While labor leaders’ job is to protect their members’ interests, government officials need to protect society’s future, but “the future that most elected officials worry most about is their own,” he said, adding that re-election-minded officials become “prisoners to the labor contracts of yesteryear.”

Bloomberg has been locked in an increasingly bitter clash with unions in recent years, during which contracts with virtually all city workers have been allowed to lapse as he pressed for employees to forgo back raises and pay more for health insurance. He says the city can’t afford to do otherwise; union leaders have said he’s unfairly trying to squeeze workers when the city has ended recent budget years with surpluses.

Especially since Detroit’s recent bankruptcy, mayors in many cities around the country have begun pushing to change the pensions that have long been seen as a prized — sometimes the primary — benefit of government jobs.
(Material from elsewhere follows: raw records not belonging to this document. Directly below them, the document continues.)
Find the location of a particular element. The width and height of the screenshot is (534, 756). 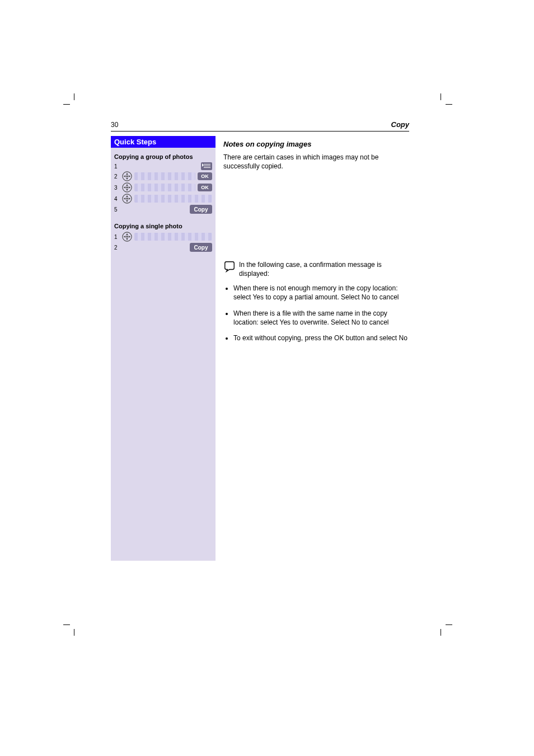

note-row: In the following case, a confirmation me… is located at coordinates (316, 269).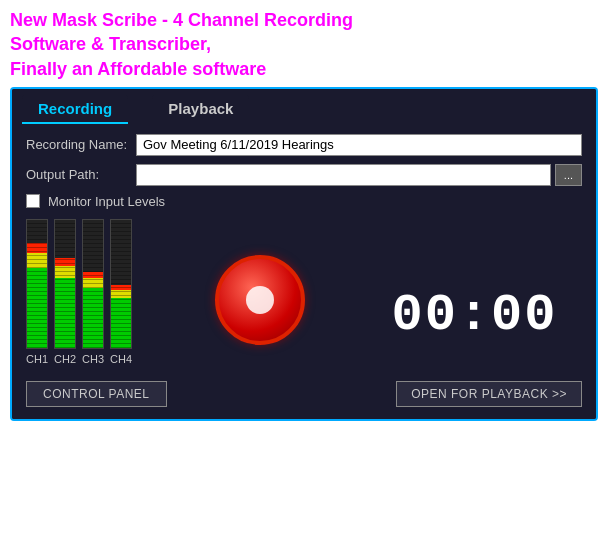 The height and width of the screenshot is (548, 608). I want to click on output-path-input, so click(344, 175).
Some have proposed replacing or reducing traditional pensions in favor of what are called defined-contribution plans, like a 401(k), at least for new employees.
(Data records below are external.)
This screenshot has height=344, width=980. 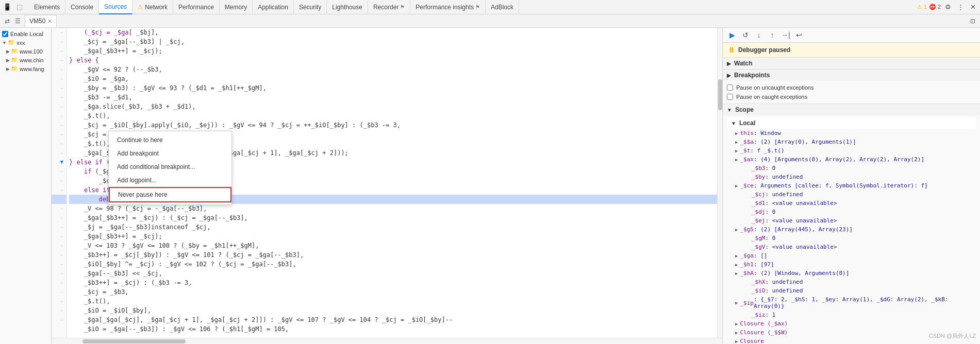 What do you see at coordinates (59, 134) in the screenshot?
I see `ln-12: –` at bounding box center [59, 134].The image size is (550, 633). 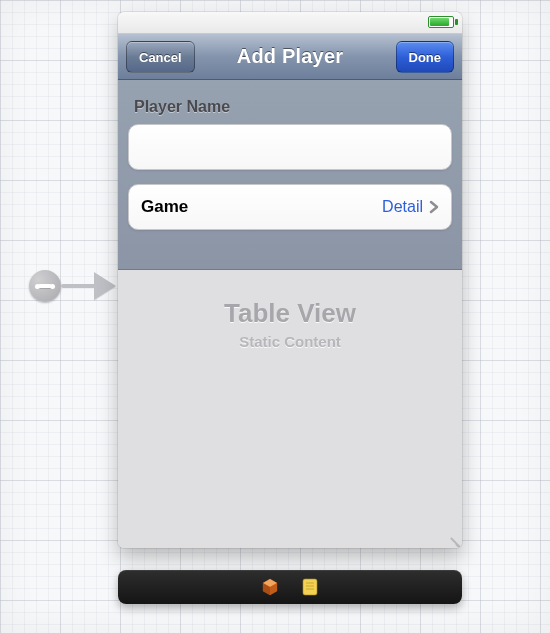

Bloomberg suggests New York City employees should have a choice between the two types of plans.

In New York, the annual pension cost has risen from about $1.5 billion a year to $8.2 billion a year in 12 years, draining money that could otherwise have gone to affordable housing, tax cuts, schools or a host of other purposes, Bloomberg said. And health insurance costs have doubled since 2002, to $6.3 billion this year, he said this summer.

Bloomberg, a billionaire businessman Democrat-turned-Republican-turned-independent, leaves office Dec. 31. His successor, Democratic Mayor-elect Bill de Blasio, hasn’t said what he aims to do about the expired contracts, the potentially billions of dollars in back raises that unions are seeking or the problem of pension and health costs.